[Date Prev][Date Next][Thread Prev][Thread Next][Date Index][Thread Index]

19379: haiti info: Haitian Capital Descends Into Anarchy (fwd)




From: Haiti Info <hainfo@starband.net>

Haitian Capital Descends Into Anarchy
By PAISLEY DODDS, Associated Press Writer

PORT-AU-PRINCE, Haiti - Rebels seeking to oust President Jean-Bertrand
Aristide seized a strategic town Friday and said they will blockade the
chaotic capital to "close the circle" around the embattled leader. Aristide
said he would not step down.

Pentagon (news - web sites) officials are weighing the possibility of
sending troops to waters off Haiti to guard against a possible refugee
crisis and to protect the estimated 20,000 Americans there.

Aristide, under increasing pressure to relinquish power from the United
States and the rebels, told CNN that "I have the responsibility as an
elected president to stay where I am."

Chaos increasingly engulfed the capital city. Armed thugs hijacked cars at
will. Looters hit the capital's seaport, stealing almost everything thing in
sight and setting ablaze a freight terminal. Crowds jammed into the airport,
only to find most flights canceled.

Hundreds of people looted Port-au-Prince's seaport, scurrying out with boxes
of melting chicken parts and pork loins strapped to their backs. Others
streamed out with television sets, table lamps, furniture and other goods.

Smoke wafted from the smoldering ruins of a torched freight terminal. No
police were in sight. The body of a dead man lay on the ground amid a layer
of papers and other trash; it was unclear how he was killed.
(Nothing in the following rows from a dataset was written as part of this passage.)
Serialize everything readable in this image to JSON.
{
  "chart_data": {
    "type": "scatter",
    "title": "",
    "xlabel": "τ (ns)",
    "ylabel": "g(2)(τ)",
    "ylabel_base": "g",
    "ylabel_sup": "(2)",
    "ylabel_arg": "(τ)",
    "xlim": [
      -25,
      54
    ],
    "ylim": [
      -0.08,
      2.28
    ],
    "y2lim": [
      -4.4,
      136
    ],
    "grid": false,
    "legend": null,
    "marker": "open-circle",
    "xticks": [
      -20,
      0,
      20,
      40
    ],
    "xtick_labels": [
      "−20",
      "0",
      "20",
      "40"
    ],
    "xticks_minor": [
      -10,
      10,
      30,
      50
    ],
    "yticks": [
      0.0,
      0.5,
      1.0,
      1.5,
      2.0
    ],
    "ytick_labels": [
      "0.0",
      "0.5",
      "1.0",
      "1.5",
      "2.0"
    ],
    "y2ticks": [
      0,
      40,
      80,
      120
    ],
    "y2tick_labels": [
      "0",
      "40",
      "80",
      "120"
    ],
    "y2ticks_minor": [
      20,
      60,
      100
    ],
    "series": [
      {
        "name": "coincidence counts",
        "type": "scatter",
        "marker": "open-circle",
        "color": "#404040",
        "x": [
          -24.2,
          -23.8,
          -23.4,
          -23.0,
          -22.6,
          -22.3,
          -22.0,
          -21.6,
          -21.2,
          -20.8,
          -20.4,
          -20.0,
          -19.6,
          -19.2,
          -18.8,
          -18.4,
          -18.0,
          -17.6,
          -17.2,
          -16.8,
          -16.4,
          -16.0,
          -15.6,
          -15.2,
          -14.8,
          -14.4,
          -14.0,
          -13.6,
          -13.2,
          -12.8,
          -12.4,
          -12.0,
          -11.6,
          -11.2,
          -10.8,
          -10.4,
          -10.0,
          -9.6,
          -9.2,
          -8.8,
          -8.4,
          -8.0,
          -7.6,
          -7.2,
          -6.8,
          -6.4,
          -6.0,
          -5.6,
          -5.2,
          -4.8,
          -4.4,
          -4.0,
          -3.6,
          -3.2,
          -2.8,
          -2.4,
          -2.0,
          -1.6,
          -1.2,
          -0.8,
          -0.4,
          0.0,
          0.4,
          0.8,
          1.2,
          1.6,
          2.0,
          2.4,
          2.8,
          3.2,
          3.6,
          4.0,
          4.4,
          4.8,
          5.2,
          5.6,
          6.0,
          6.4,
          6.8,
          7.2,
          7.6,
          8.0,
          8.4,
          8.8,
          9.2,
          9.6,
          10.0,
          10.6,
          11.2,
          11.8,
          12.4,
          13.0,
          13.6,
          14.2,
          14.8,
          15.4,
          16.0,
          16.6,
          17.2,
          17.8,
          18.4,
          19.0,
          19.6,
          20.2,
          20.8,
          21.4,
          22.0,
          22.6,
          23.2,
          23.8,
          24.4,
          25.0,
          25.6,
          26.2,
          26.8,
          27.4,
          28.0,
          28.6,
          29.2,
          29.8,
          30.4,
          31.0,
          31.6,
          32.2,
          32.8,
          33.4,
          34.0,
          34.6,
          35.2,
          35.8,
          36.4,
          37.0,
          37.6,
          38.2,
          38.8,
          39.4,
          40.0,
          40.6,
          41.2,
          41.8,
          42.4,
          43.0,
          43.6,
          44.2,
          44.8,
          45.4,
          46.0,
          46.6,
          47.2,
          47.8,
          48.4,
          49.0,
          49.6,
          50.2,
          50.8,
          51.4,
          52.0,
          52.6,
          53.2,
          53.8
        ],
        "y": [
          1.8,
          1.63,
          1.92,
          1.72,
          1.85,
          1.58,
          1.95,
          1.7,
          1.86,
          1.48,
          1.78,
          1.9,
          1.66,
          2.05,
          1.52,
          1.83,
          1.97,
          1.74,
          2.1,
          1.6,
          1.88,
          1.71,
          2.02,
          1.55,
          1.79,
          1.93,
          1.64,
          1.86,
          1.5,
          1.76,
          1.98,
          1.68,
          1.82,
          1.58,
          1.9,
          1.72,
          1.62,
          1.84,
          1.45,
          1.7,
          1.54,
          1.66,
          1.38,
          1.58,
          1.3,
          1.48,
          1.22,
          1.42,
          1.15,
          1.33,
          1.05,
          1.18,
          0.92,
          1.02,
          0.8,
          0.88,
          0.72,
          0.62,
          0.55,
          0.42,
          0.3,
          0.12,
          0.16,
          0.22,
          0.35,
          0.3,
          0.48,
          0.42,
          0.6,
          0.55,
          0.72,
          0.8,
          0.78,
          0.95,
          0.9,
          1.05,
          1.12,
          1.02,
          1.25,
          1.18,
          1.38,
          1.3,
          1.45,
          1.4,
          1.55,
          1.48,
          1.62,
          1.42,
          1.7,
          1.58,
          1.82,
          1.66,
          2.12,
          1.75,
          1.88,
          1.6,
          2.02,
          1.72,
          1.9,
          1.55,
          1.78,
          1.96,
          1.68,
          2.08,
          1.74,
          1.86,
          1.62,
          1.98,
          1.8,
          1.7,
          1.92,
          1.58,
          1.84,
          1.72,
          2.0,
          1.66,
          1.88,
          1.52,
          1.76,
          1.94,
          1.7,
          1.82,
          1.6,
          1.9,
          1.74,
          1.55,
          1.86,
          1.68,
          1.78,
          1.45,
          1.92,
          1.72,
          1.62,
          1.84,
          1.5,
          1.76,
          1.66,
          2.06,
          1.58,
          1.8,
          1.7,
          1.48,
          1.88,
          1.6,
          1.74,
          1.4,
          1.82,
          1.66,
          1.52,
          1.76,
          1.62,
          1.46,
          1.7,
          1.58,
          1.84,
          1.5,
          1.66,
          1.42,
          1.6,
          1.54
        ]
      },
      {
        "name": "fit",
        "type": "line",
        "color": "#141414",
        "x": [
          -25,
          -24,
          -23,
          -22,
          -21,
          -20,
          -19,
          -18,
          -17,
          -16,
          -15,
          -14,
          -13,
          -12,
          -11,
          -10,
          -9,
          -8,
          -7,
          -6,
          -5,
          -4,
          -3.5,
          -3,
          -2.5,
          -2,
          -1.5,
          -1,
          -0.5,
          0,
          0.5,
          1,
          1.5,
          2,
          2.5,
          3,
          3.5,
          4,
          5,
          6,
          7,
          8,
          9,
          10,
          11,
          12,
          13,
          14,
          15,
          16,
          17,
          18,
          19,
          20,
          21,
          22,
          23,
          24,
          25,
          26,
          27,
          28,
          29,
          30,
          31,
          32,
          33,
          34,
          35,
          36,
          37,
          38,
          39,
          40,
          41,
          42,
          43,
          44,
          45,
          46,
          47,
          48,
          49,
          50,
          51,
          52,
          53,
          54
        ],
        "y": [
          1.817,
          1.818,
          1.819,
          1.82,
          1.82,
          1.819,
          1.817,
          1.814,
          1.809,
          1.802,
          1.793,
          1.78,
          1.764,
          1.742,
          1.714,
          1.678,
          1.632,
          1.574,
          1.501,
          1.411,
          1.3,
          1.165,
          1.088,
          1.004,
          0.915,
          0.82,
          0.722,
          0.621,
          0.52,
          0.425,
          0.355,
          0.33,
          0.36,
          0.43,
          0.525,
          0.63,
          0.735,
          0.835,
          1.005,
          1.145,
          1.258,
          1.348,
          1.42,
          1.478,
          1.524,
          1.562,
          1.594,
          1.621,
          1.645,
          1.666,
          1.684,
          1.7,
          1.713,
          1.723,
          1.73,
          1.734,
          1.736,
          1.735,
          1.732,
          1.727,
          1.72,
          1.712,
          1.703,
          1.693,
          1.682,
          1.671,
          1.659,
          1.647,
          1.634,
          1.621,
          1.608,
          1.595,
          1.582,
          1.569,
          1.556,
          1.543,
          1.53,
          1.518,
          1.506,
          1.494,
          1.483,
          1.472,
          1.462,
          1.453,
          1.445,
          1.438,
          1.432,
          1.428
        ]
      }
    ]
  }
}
The bodies of two executed men also lay a few blocks from the presidential
National Palace.

Shops put up hurricane shutters against looters, and people stayed home
behind locked doors, leaving the streets to gangs of pro-Aristide thugs who
hijacked cars, robbed people at barricades and roamed the street on foot
yelling "Five years, five years." Aristide was elected to a five-year term
that ends February 2006.

A few police patrolled in cars, but were vastly outnumbered by the
militants.

The rebels, who have overrun at least half of Haiti since they began the
uprising three weeks ago, closed in on the seaside capital in a pincer
movement, overrunning villages as police fled.

Police officers in Croix-des-Bouquets, just nine miles northeast of
Port-au-Prince, shed their uniforms for civilian clothes, appeared to have
abandoned their guns and looked ready to flee.
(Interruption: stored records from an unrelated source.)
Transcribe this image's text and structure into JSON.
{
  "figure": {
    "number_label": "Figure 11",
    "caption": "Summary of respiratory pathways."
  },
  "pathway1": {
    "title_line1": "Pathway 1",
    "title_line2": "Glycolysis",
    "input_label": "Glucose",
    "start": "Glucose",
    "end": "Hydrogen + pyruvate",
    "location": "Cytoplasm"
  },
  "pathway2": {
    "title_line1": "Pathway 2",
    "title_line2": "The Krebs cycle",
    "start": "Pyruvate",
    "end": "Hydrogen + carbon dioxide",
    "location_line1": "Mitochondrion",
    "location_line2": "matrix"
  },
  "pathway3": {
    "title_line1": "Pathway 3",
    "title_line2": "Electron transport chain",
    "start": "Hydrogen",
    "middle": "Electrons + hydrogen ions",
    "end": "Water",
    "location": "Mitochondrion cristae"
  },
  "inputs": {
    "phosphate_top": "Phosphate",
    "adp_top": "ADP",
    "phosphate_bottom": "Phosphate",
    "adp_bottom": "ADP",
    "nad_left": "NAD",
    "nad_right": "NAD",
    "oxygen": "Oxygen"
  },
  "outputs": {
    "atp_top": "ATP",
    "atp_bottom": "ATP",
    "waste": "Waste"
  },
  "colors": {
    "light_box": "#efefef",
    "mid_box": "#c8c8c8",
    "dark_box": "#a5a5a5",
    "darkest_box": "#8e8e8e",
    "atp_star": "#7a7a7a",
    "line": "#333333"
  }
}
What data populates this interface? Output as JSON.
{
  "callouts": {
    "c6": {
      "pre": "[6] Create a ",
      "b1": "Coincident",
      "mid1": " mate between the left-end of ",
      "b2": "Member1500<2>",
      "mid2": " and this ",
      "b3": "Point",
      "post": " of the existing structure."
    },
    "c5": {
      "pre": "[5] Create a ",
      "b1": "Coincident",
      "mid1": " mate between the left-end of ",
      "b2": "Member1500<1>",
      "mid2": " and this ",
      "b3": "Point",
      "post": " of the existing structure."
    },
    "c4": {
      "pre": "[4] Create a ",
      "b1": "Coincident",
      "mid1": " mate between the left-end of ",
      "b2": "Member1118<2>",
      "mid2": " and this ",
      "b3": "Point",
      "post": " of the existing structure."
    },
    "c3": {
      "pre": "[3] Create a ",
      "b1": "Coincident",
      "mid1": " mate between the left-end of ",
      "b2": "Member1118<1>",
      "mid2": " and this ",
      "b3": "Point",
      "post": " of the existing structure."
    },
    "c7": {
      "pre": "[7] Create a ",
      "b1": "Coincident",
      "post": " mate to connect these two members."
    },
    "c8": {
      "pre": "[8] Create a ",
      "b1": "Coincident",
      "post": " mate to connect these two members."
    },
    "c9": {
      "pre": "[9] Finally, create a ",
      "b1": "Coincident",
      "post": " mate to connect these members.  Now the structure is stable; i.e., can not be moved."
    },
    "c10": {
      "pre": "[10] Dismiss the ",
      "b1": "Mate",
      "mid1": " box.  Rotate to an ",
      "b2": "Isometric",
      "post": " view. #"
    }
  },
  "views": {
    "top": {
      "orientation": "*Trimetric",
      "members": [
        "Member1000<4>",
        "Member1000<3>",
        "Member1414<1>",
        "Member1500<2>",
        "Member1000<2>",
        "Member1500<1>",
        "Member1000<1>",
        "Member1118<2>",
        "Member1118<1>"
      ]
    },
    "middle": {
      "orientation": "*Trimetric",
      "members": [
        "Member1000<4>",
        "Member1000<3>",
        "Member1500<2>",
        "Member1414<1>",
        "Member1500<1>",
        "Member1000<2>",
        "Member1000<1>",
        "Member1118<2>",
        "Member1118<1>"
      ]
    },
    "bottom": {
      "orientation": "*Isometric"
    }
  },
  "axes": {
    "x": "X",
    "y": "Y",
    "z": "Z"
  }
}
Guy Philippe, commander of the motley group of Haitian rebels, said he
intended to besiege the capital and "close the circle" around Aristide.

"We want to block Port-au-Prince totally," he told reporters in Cap-Haitien,
Haiti's second-largest city, which the rebels seized on Sunday. He said the
rebels would try to cut land routes into the capital and would send two
boats to attempt to prevent ships from bringing in supplies.
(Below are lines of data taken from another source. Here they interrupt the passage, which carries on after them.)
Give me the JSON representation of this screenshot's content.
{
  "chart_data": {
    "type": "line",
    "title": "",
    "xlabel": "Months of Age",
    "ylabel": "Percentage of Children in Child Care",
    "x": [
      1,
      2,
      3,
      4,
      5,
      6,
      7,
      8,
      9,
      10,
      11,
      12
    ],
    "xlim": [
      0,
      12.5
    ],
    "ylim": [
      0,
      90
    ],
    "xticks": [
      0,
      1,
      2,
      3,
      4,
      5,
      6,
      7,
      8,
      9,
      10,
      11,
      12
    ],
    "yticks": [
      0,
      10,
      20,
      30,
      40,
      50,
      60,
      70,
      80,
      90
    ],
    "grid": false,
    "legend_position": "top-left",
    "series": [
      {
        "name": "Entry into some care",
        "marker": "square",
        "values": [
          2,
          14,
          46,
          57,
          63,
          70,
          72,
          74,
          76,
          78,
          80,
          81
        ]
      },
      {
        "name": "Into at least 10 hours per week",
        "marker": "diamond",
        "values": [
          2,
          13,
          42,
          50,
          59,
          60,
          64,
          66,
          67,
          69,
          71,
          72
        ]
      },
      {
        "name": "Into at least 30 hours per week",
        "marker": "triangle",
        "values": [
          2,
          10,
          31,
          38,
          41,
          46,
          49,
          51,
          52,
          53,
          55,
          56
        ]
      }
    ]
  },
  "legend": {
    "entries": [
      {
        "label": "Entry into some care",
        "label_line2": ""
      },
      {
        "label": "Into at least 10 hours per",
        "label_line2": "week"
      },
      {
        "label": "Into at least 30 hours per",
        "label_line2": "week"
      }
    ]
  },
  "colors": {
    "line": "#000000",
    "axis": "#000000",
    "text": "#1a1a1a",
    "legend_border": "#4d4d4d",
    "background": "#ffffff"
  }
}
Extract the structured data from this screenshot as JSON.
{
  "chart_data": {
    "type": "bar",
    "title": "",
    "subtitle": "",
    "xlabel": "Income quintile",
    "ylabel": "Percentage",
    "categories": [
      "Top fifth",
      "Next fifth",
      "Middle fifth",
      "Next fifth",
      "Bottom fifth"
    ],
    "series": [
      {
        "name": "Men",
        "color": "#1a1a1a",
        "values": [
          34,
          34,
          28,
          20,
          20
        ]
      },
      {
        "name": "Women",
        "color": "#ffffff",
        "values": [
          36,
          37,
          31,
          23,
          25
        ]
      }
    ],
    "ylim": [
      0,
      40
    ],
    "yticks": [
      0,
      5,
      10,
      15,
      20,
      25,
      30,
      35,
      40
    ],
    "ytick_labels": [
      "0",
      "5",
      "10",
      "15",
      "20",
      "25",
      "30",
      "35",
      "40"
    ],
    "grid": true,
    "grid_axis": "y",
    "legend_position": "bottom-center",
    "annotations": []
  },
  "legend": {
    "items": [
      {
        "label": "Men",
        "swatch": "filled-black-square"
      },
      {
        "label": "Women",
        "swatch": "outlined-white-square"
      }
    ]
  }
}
"Port-au-Prince now ... would be very hard to take it. It would be a lot of
fight, a lot of death," Philippe said. "So what we want is desperation
first."

That strategy threatens further misery to residents, already lining up for
scarce gas and dwindling fresh produce since the rebels cut supplies from
the central Artibonite district, which is Haiti's breadbasket.

Human Rights Watch warned of "widespread bloodshed and indiscriminate
destruction of civilian property" if the rebels attacked Port-au-Prince.

Philippe said the rebels encountered little resistance as they closed in on
the capital.

On Friday, rebels were seen by an Associated Press reporter in Mirebalais,
25 miles northeast of Port-au-Prince sitting astride a strategic crossroad
leading west to the government-held town of St. Marc, south to the capital,
east to the Dominican Republic and north into territory where the rebels
have chased police from a score of towns.

The rebels arrived in a truck, firing their guns, and freed 67 prisoners,
said David Joseph, a 40-year-old law student. He said most of the fighters
then left in two commandeered cars.

As he spoke, about a dozen rebels, some wearing camouflage, patrolled in a
truck.

"I would gladly join them if I had a gun," Joseph said.

Philippe said rebels occupied part of Jeremie, in their first sortie on
Haiti's western peninsula.

Also on the peninsula, Haiti's third-largest city, the southern port of Les
Cayes, fell Thursday to the Base Resistance, a rebel faction whose origins
and alliances were not immediately clear.

Robbins Jean, an Aristide youth organizer, criticized the United States for
pressuring Aristide.

"You tell George W. Bush he is a hypocrite and an assassin because the
terrorists are killing the Haitian people," Jean, 25, told a reporter near
the National Palace, where hundreds of youths - armed with old rifles and
pistols, machetes and even a dull, rusty ax - gathered to repel any rebels.

"We will fight to the death," Jean declared.

In Paris, French Foreign Minister Dominique de Villepin met with Aristide's
chief of staff Jean-Claude Desgranges and his Foreign Minister Joseph
Antonio and repeated his call for Aristide to resign.

"It's for President Aristide, who bears a heavy responsibility in the
current situation, to draw the consequences of the impasse," officials said
de Villepin told the Haitians. It was not clear how the message was
received. Antonio abruptly canceled a scheduled news conference.

The rebellion erupted Feb. 5 in western Gonaives, the fourth-largest city.
About 80 people, half of them police officers, have been killed so far.

The crisis has been brewing since Aristide's party swept flawed legislative
elections in 2000 and international donors froze millions of dollars in aid.


Aristide, a former priest of Haiti's slums who in 1990 became its first
freely elected leader, has lost popularity amid accusations he condoned
corruption, failed to help the poor and had thugs attack political
opponents.

He has agreed to a U.S.-backed plan that requires him to share power with
his opponents, but the political opposition rejected the proposal, insisting
he resign.

A senior U.S. official said the Bush administration has concluded that the
best way to prevent the insurgents from seizing power is for Aristide should
resign and transfer power to Supreme Court Chief Justice Boniface Alexandre,
his constitutional successor. He is known in Haiti for his honesty.